Keywords: Audience
Item 17811
Audience, Eastern Music Camp concert, 1931
Contributed by: Maine Historical Society Date: 1931 Location: Sidney Media: Photographic print
Item 7267
Audience, City Hall Auditorium, Portland, 1995
Contributed by: Friends of the Kotzschmar Organ Date: 1995-01-24 Location: Portland Media: Photographic print
Exhibit
"… communal experience for the performer and the audience.
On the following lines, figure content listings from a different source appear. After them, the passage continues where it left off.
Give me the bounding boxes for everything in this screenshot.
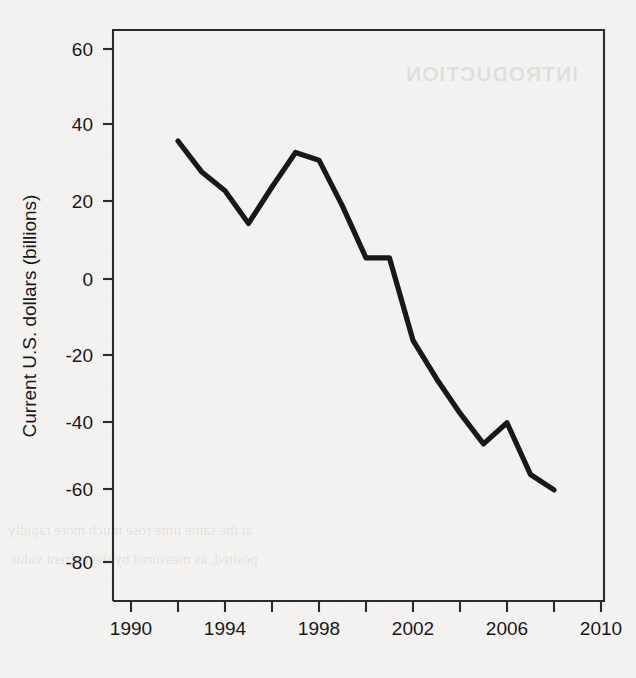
y-tick-label-20: 20: [72, 191, 93, 212]
y-tick-label-0: 0: [82, 269, 93, 290]
plot-frame: [113, 30, 604, 601]
x-tick-label-1990: 1990: [110, 618, 152, 639]
x-tick-label-1998: 1998: [298, 618, 340, 639]
x-tick-label-1994: 1994: [204, 618, 247, 639]
data-series-line: [178, 141, 554, 490]
y-axis-title: Current U.S. dollars (billions): [19, 195, 40, 438]
x-axis-tick-labels: 1990 1994 1998 2002 2006 2010: [110, 618, 622, 639]
y-axis-tick-labels: 60 40 20 0 -20 -40 -60 -80: [66, 39, 93, 573]
y-tick-label-minus20: -20: [66, 345, 93, 366]
y-tick-label-minus60: -60: [66, 479, 93, 500]
y-axis-ticks: [103, 49, 113, 562]
y-tick-label-40: 40: [72, 114, 93, 135]
x-axis-ticks: [131, 601, 601, 612]
line-chart: 60 40 20 0 -20 -40 -60 -80 Current U.S. …: [0, 0, 636, 678]
y-tick-label-60: 60: [72, 39, 93, 60]
x-tick-label-2002: 2002: [392, 618, 434, 639]
x-tick-label-2010: 2010: [580, 618, 622, 639]
y-tick-label-minus40: -40: [66, 412, 93, 433]
y-tick-label-minus80: -80: [66, 552, 93, 573]
x-tick-label-2006: 2006: [486, 618, 528, 639]
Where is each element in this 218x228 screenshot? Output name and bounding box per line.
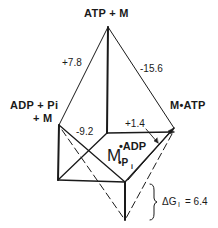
delta-g-symbol: ΔG (162, 196, 176, 207)
node-m-atp: M•ATP (170, 99, 206, 111)
delta-g-subscript: I (178, 201, 180, 208)
node-atp-m: ATP + M (84, 7, 129, 19)
edge-label-back-right: +1.4 (125, 118, 145, 129)
edge-label-top-left: +7.8 (62, 57, 82, 68)
node-center-pi: •P (118, 157, 128, 168)
delta-g-value: = 6.4 (185, 196, 208, 207)
node-center-pi-subscript: i (131, 163, 133, 170)
node-adp-pi-m-line2: + M (33, 112, 53, 124)
node-adp-pi-m-line1: ADP + Pi (10, 99, 58, 111)
node-center-adp: •ADP (119, 140, 146, 152)
edge-label-top-right: -15.6 (140, 63, 163, 74)
edge-label-left-back: -9.2 (76, 126, 93, 137)
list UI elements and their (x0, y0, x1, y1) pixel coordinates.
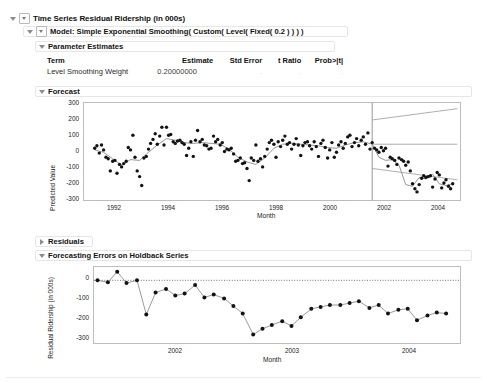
forecast-ytick-300: 300 (57, 99, 79, 106)
report-title: Time Series Residual Ridership (in 000s) (33, 13, 185, 24)
holdback-ytick-0: 0 (67, 274, 89, 281)
col-header-estimate: Estimate (153, 56, 215, 67)
cell-std-error: . (215, 67, 264, 77)
forecast-xtick-1998: 1998 (262, 204, 290, 211)
model-label: Model: Simple Exponential Smoothing( Cus… (50, 26, 304, 37)
disclosure-triangle-forecast-icon[interactable] (38, 88, 45, 95)
holdback-x-axis-label: Month (263, 356, 281, 363)
outline-node-residuals[interactable]: Residuals (35, 236, 93, 247)
outline-node-model[interactable]: Model: Simple Exponential Smoothing( Cus… (23, 26, 348, 37)
holdback-ytick-m300: -300 (67, 334, 89, 341)
outline-node-parameter-estimates[interactable]: Parameter Estimates (35, 41, 335, 52)
forecast-ytick-m300: -300 (57, 195, 79, 202)
disclosure-triangle-holdback-icon[interactable] (38, 252, 45, 259)
jmp-report-window: Time Series Residual Ridership (in 000s)… (0, 0, 487, 383)
holdback-xtick-2002: 2002 (161, 347, 189, 354)
forecast-plot-frame (83, 102, 461, 201)
holdback-y-axis-label-text: Residual Ridership (in 000s) (47, 277, 54, 359)
holdback-plot-frame (93, 266, 461, 344)
forecast-label: Forecast (48, 86, 80, 97)
holdback-y-axis-label: Residual Ridership (in 000s) (47, 277, 55, 359)
disclosure-triangle-parameter-estimates-icon[interactable] (38, 43, 45, 50)
forecast-ytick-0: 0 (57, 147, 79, 154)
forecast-xtick-2000: 2000 (316, 204, 344, 211)
holdback-errors-chart: Residual Ridership (in 000s) 0 -100 -200… (45, 266, 465, 371)
col-header-term: Term (45, 56, 153, 67)
forecast-xtick-1992: 1992 (100, 204, 128, 211)
col-header-t-ratio: t Ratio (264, 56, 303, 67)
outline-node-holdback-errors[interactable]: Forecasting Errors on Holdback Series (35, 250, 472, 261)
holdback-xtick-2003: 2003 (278, 347, 306, 354)
outline-node-forecast[interactable]: Forecast (35, 86, 472, 97)
forecast-ytick-100: 100 (57, 131, 79, 138)
cell-term: Level Smoothing Weight (45, 67, 153, 77)
col-header-std-error: Std Error (215, 56, 264, 67)
parameter-estimates-table: Term Estimate Std Error t Ratio Prob>|t|… (45, 56, 345, 77)
table-row: Level Smoothing Weight 0.20000000 . . . (45, 67, 345, 77)
holdback-plot-svg (94, 267, 460, 343)
forecast-y-axis-label: Predicted Value (49, 165, 56, 211)
forecast-xtick-1994: 1994 (154, 204, 182, 211)
holdback-label: Forecasting Errors on Holdback Series (48, 250, 189, 261)
forecast-ytick-200: 200 (57, 115, 79, 122)
cell-estimate: 0.20000000 (153, 67, 215, 77)
disclosure-triangle-residuals-icon[interactable] (38, 238, 45, 245)
outline-box-toggle-root-icon[interactable] (19, 13, 30, 24)
cell-prob-t: . (303, 67, 345, 77)
outline-node-root[interactable]: Time Series Residual Ridership (in 000s) (9, 13, 185, 24)
forecast-ytick-m100: -100 (57, 163, 79, 170)
forecast-xtick-2002: 2002 (370, 204, 398, 211)
outline-box-toggle-model-icon[interactable] (36, 26, 47, 37)
forecast-xtick-1996: 1996 (208, 204, 236, 211)
holdback-ytick-m200: -200 (67, 314, 89, 321)
forecast-x-axis-label: Month (257, 212, 275, 219)
forecast-plot-svg (84, 103, 460, 200)
cell-t-ratio: . (264, 67, 303, 77)
disclosure-triangle-root-icon[interactable] (9, 15, 16, 22)
forecast-xtick-2004: 2004 (424, 204, 452, 211)
table-header-row: Term Estimate Std Error t Ratio Prob>|t| (45, 56, 345, 67)
holdback-ytick-m100: -100 (67, 294, 89, 301)
disclosure-triangle-model-icon[interactable] (26, 28, 33, 35)
parameter-estimates-label: Parameter Estimates (48, 41, 123, 52)
holdback-xtick-2004: 2004 (395, 347, 423, 354)
parameter-estimates-table-wrap: Term Estimate Std Error t Ratio Prob>|t|… (45, 56, 345, 77)
forecast-ytick-m200: -200 (57, 179, 79, 186)
forecast-chart: Predicted Value 300 200 100 0 -100 -200 … (45, 99, 465, 221)
residuals-label: Residuals (48, 236, 84, 247)
window-bottom-divider (6, 377, 481, 378)
col-header-prob-t: Prob>|t| (303, 56, 345, 67)
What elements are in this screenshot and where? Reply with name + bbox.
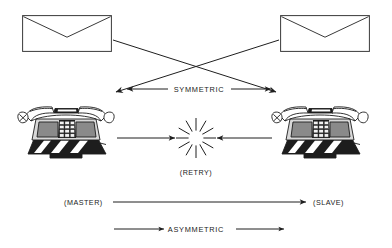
symmetric-connector: SYMMETRIC (127, 85, 271, 94)
envelope-left (23, 16, 112, 52)
symmetric-label: SYMMETRIC (174, 85, 225, 94)
master-label: (MASTER) (64, 198, 103, 207)
master-slave-connector: (MASTER) (SLAVE) (64, 198, 344, 207)
asymmetric-label: ASYMMETRIC (168, 225, 224, 234)
collision-burst (176, 118, 216, 158)
retry-label: (RETRY) (180, 168, 213, 177)
diagram-svg: SYMMETRIC (RETRY) (MASTER) (SLAVE) ASYMM… (0, 0, 392, 248)
asymmetric-connector: ASYMMETRIC (114, 225, 284, 234)
telephone-right (272, 107, 368, 158)
diagram-canvas: SYMMETRIC (RETRY) (MASTER) (SLAVE) ASYMM… (0, 0, 392, 248)
slave-label: (SLAVE) (313, 198, 344, 207)
envelope-right (281, 16, 370, 52)
telephone-left (18, 107, 114, 158)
Use the navigation tools on the left to explore the exhibition Caribou Amateur Opera…"
Exhibit
Elise Fellows White: World Traveling Violin Prodigy
Elise Fellows White was a violinist from Skowhegan who traveled all over the world to share her music.
Site Page
A historic mill museum dedicated to creating exhibits that will educate the community and highlight mill history; as a research collection to assist the public in locating information on the mill's buildings, history and employees; and to ensure the story of Biddeford's economic and industrial revolution remains relevant and accessible to diverse audiences.
Site Page
"Conrad Coulombe in costume for play "Tonkourou," Biddeford, ca. 1925McArthur Public Library Talent without an audience quickly evaporates, but…"
Story
Mémère’s Notebook
by Robert Sylvain
My Mémère’s Notebook of old Acadian Folksongs
Story
2024 Maine History Maker Celebration Event
by Maine Historical Society
Maine Historical Society's 2024 Maine History Maker event, honoring Joan Benoit Samuelson.
Lesson Plan
What Remains: Learning about Maine Populations through Burial Customs
Grade Level: 6-8
Content Area: English Language Arts, Social Studies, Visual & Performing Arts
This lesson plan will give students an overview of how burial sites and gravestone material culture can assist historians and archaeologists in discovering information about people and migration over time. Students will learn how new scholarship can help to dispel harmful archaeological myths, look into the roles of religion and ethnicity in early Maine and New England immigrant and colonial settlements, and discover how to track changes in population and social values from the 1600s to early 1900s based on gravestone iconography and epitaphs.